Critiqued for its disjointed and frustratingly unfinished nature, Narrative’s beauty hides in the reality of our own heaven or hell. Be that hidden, in the deep still water of our thoughts or in the frantic rush of our daily lives.  The London Bus analogy is well worth the fare in itself!

Art truly does reflect life, and in his own words, may we shower Neilson in feathers  for those who ‘don’t get to finish their story’.

Friday, 12 April 2013

'The Low Road'









Y Cymro 12/04/13

O ganol y ddinas, yn ôl yr es i am Sloane Square, i’r Royal Court er mwyn profi cynhyrchiad olaf Dominic Cooke fel arweinydd artistig y theatr. Yn ôl at un o’i ddramodwyr profiadol a phroffidiol yr aeth i gomisiynu’r ddrama ‘The Low Road’, a chyflwynodd Bruce Norris ddrama gyfnod cyfoethog am gyfalafiaeth, bod yn farus a’r hen ddihareb, ‘ariangarwch yw gwraidd pob drwg’.

“If you look very carefully, you’re sure to find a thief or two in the family tree of every millionaire” yw gwaddol y prif gymeriad, ‘Jim Trumpett’ (Johnny Flynn), y llanc penfelyn sy’n treulio’i oes yn twyllo pawb a’u cynorthwyodd, o’i fam faeth (Elizabeth Berrington) ar gychwyn y ddrama hyd at y Crynwyr tua’r diwedd.

Fel gydag un o ddramâu blaenorol Norris, y comedi llwyddiannus ‘Clybourne Park’, mae hon hefyd wedi’i gosod yn yr Unol Daleithau, ar gyfnod eu brwydr am annibyniaeth. Fe’n tywysir trwy’r trybini gan y storïwr Albanaidd ‘Adam Smith’ (Bill Patterson ) sy’n cyflwyno ei hun fel ysgolhaig o Brifysgol Glasgow, ac sy’n ‘Athro mewn Athroniaeth Foesol’!
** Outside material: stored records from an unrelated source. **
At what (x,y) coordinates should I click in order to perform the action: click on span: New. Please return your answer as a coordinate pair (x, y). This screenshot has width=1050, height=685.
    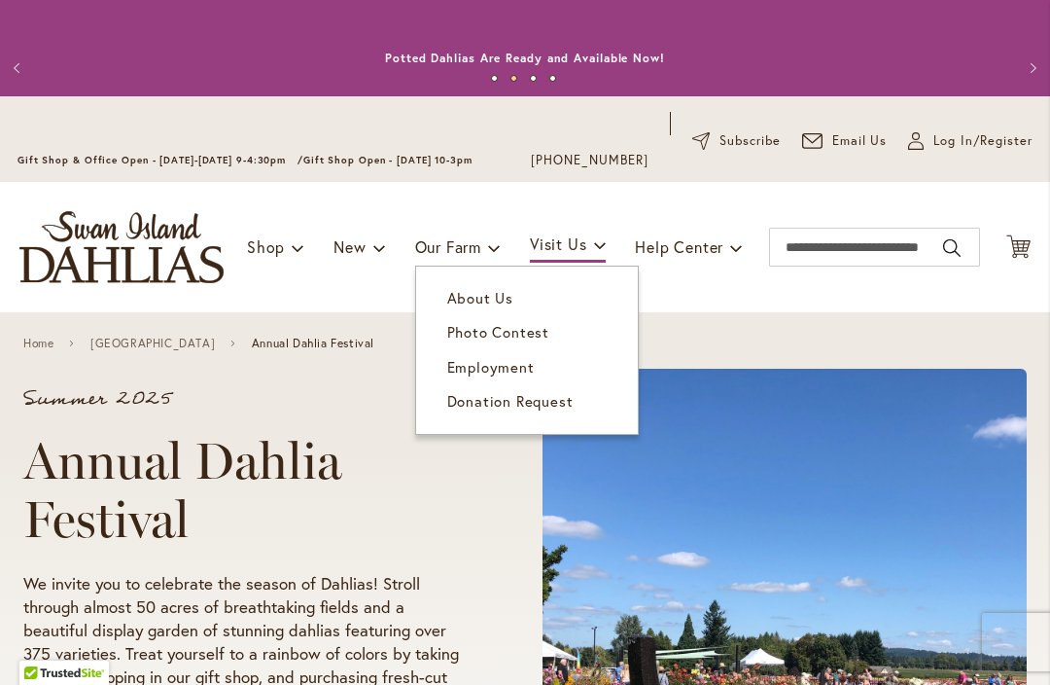
    Looking at the image, I should click on (349, 246).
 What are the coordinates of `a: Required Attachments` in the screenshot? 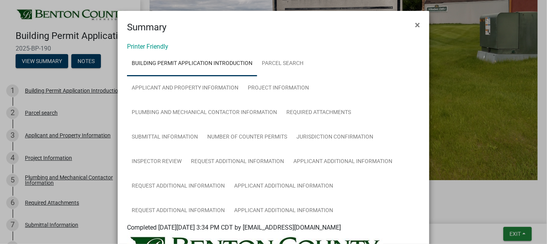 It's located at (318, 113).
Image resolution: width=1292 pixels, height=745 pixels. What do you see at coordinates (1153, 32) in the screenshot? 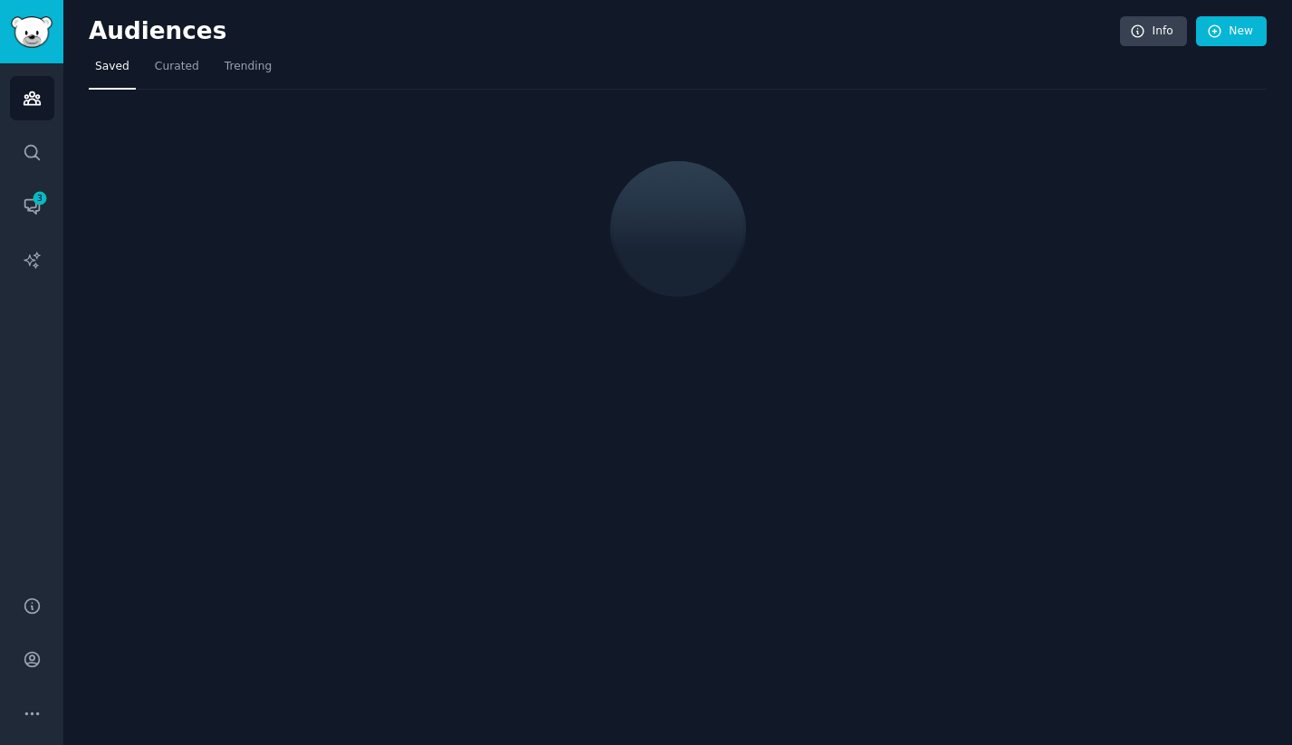
I see `a: Info` at bounding box center [1153, 32].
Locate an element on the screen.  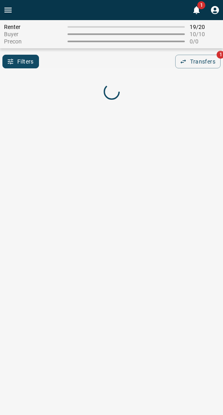
button: Profile is located at coordinates (215, 10).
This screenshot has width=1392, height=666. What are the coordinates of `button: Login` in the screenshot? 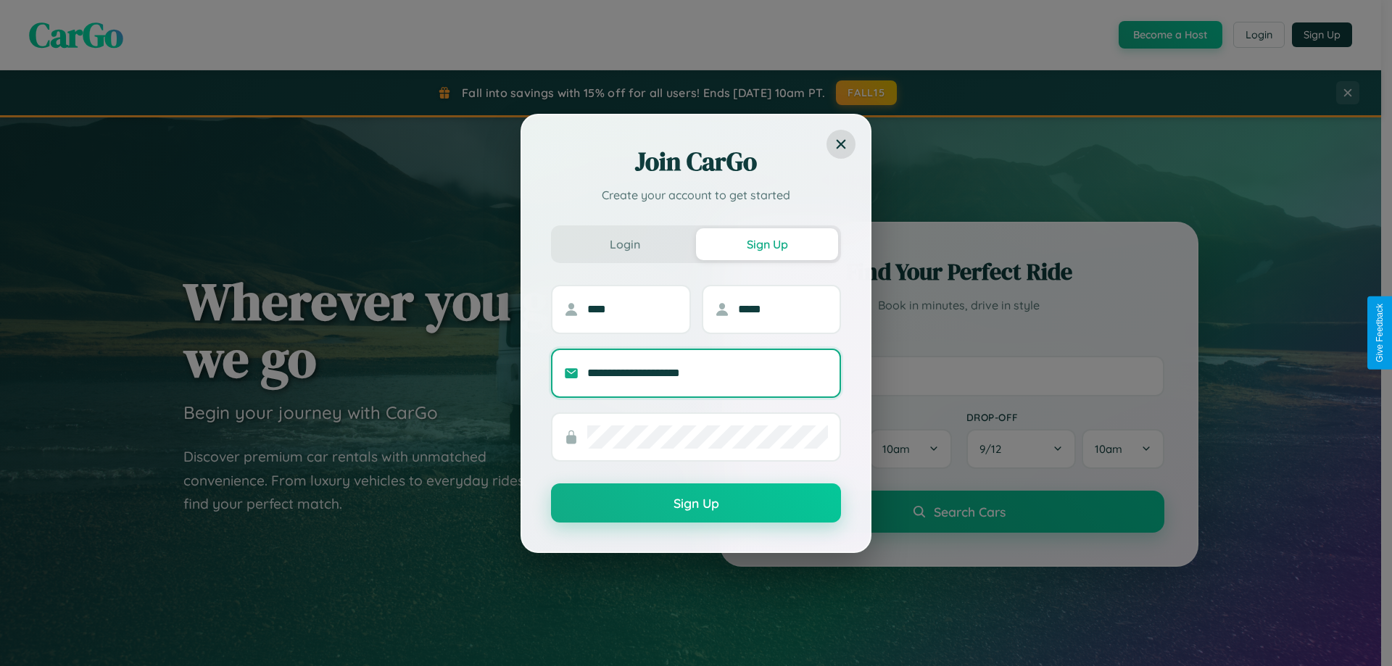 It's located at (625, 244).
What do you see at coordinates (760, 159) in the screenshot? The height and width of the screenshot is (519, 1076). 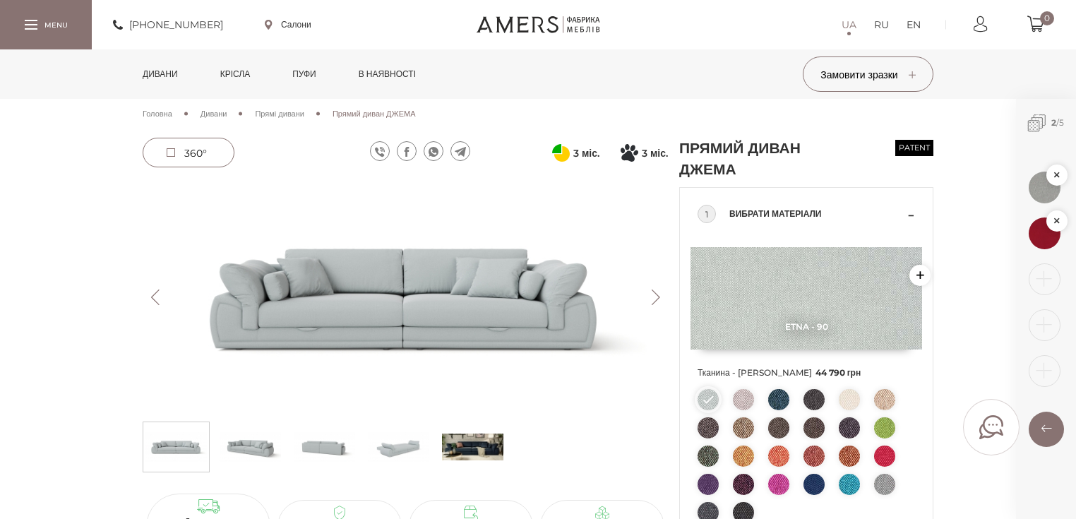 I see `h1: Прямий диван ДЖЕМА` at bounding box center [760, 159].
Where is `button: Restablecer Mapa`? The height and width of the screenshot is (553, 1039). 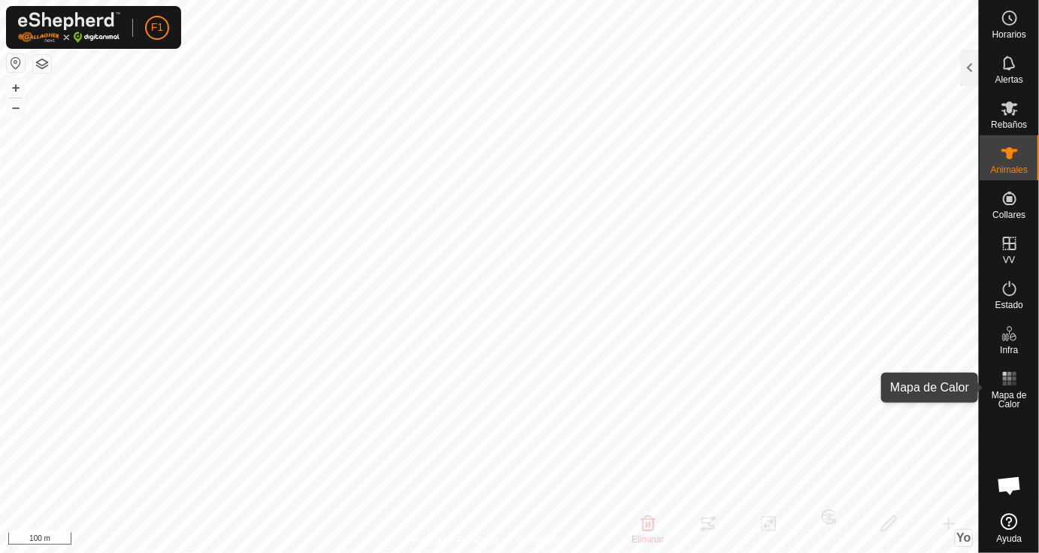 button: Restablecer Mapa is located at coordinates (16, 63).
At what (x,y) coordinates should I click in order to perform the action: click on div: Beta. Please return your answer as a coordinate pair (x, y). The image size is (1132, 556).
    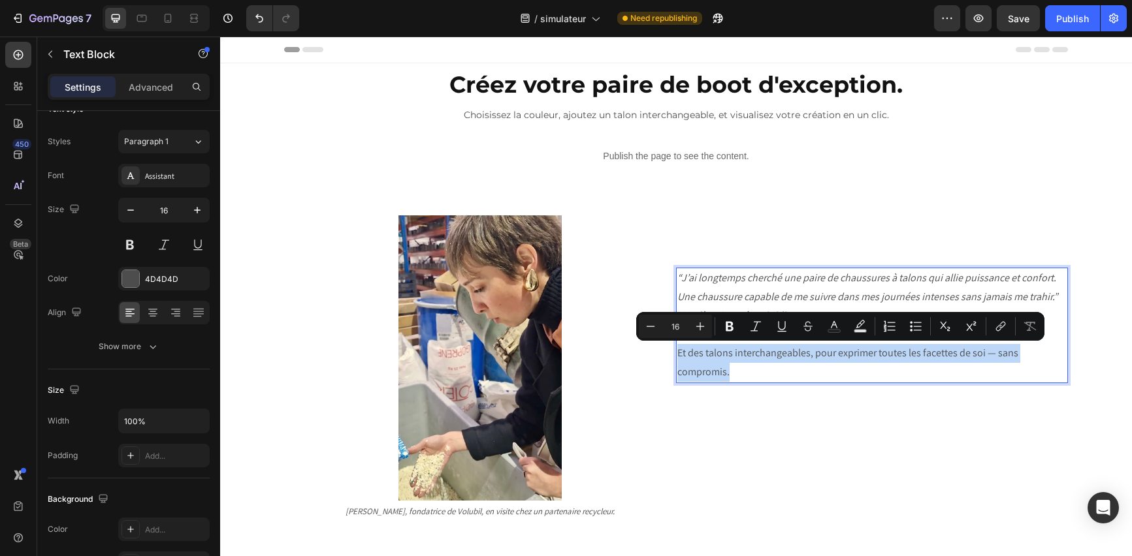
    Looking at the image, I should click on (20, 244).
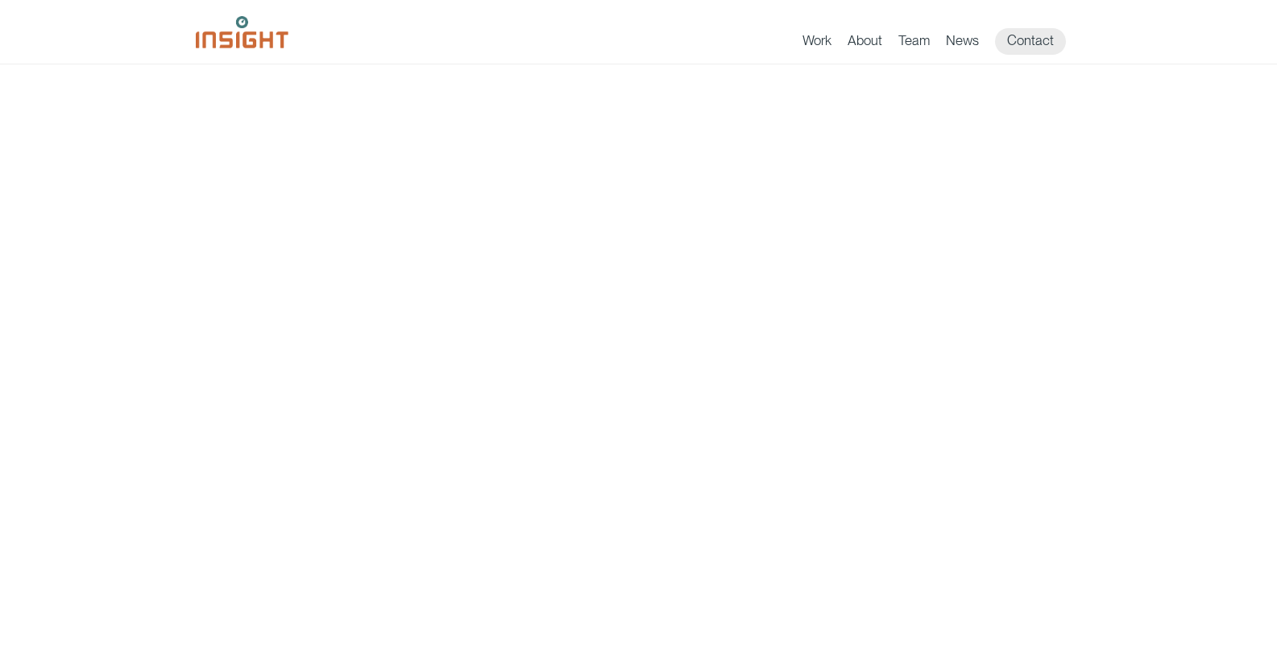 Image resolution: width=1277 pixels, height=670 pixels. I want to click on a: Work, so click(817, 43).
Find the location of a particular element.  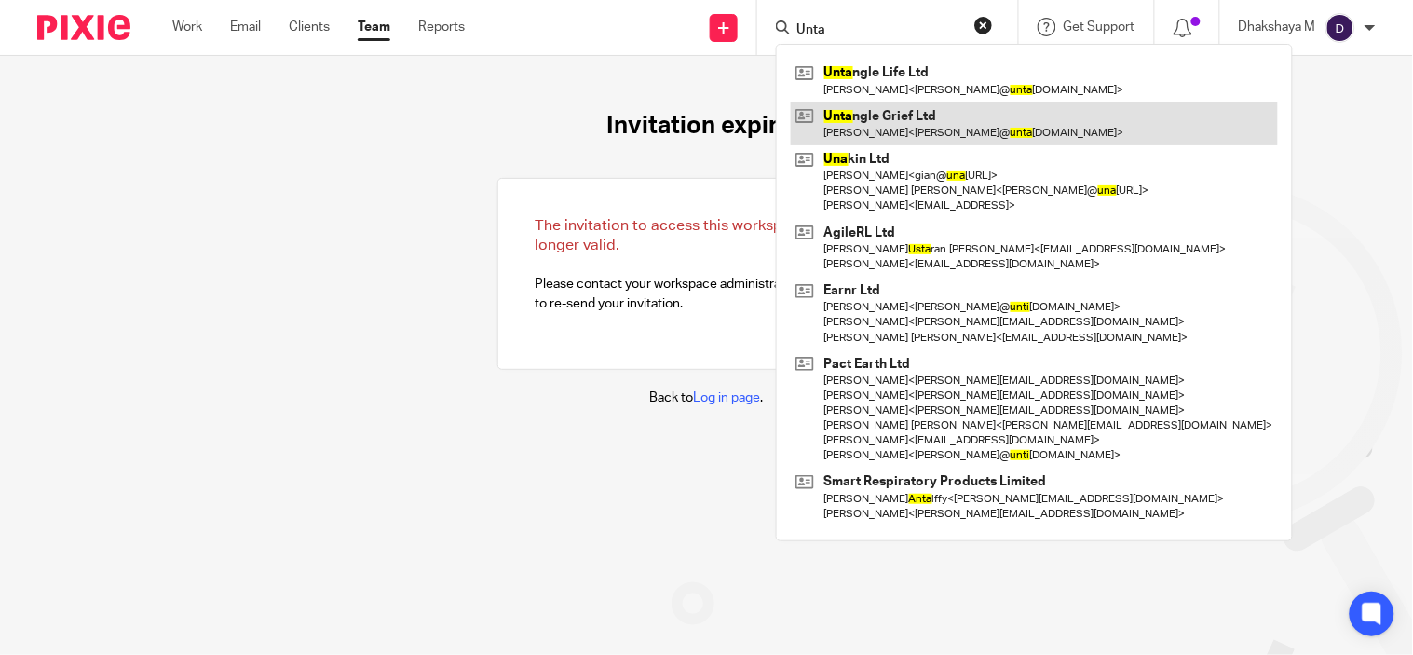

a: Work is located at coordinates (187, 27).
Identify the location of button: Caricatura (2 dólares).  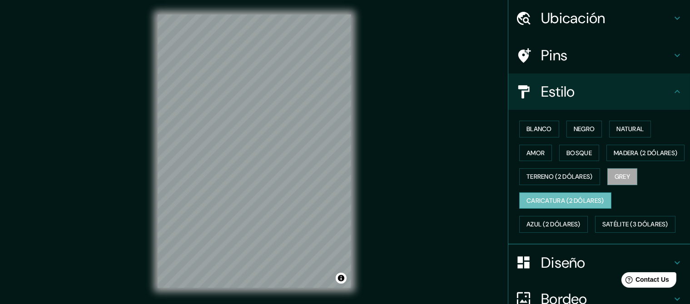
(565, 201).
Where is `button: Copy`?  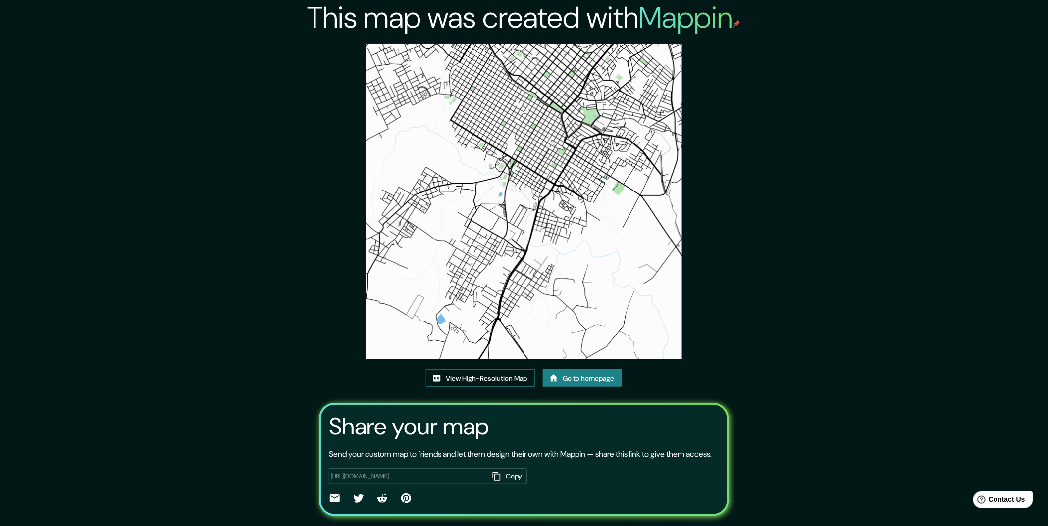
button: Copy is located at coordinates (507, 476).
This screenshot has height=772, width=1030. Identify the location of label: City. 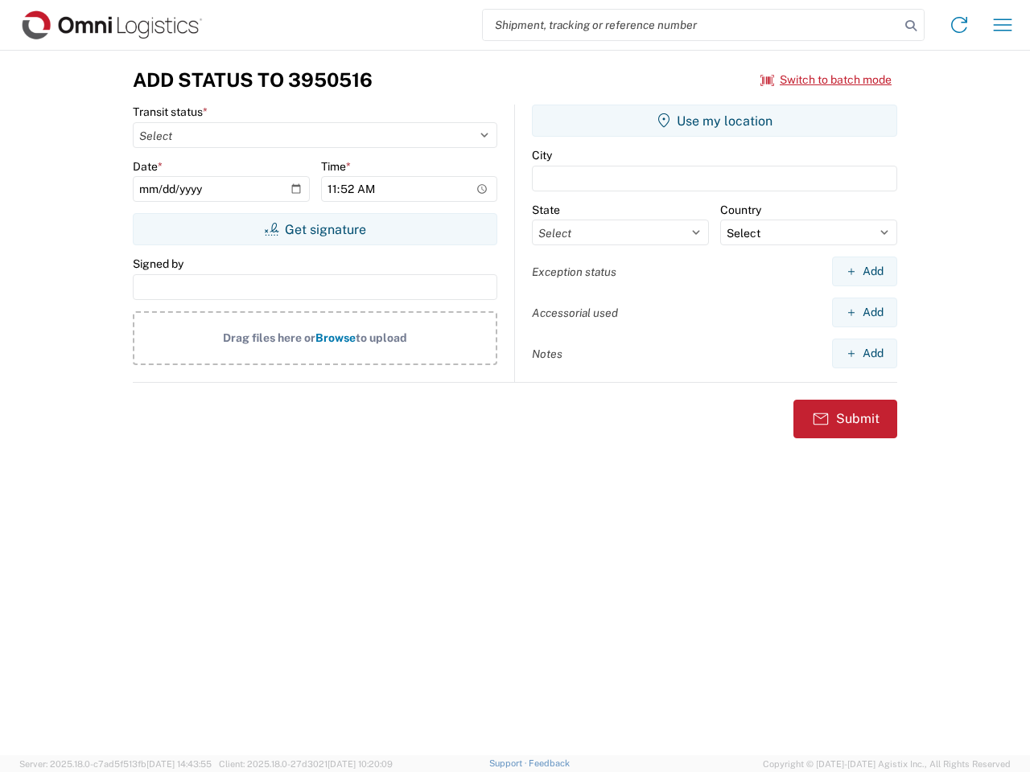
(542, 155).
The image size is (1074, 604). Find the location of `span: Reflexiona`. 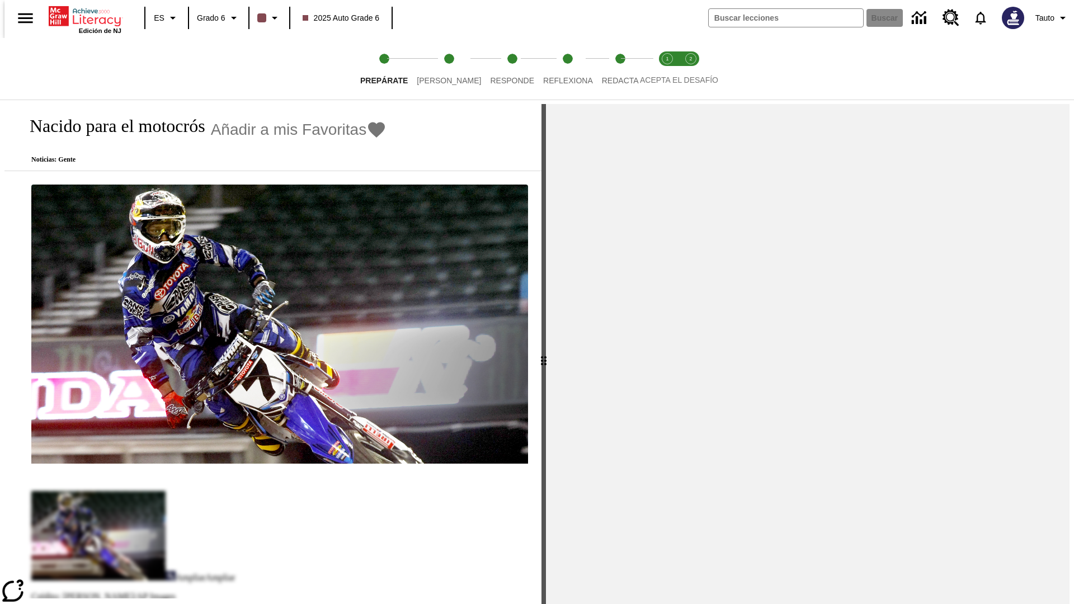

span: Reflexiona is located at coordinates (568, 81).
Rhag difetha sawl syrpreis annisgwyl, gwell peidio dweud gormod am y stori, dim ond ei bod hi’n epig o ran maint a mynadd. Mae hi’n eiriol iawn, ac yn agos at dair awr o hyd, wrth inni wibio ar hyd y blynyddoedd. Ond mae yma werth, a neges bwysig, yn enwedig dyddiau yma o ystyried y llanast gan y llywodraeth bresennol.

Mae ‘The Low Road’ yn y Royal Court tan yr 11eg o Fai. Mwy yma www.royalcourttheatre.com  neu @royalcourt.

Dwi’n mentro yn ôl i Gymru, ddechrau’r wythnos,  er mwyn dal cynhyrchiad y Theatr Genedlaethol  yn Sir Gâr.  Wedi gwylio ‘Y Bont’ ar S4C rai dyddiau yn ôl , mi rannai fy marn am y ddwy, yr wythnos nesaf!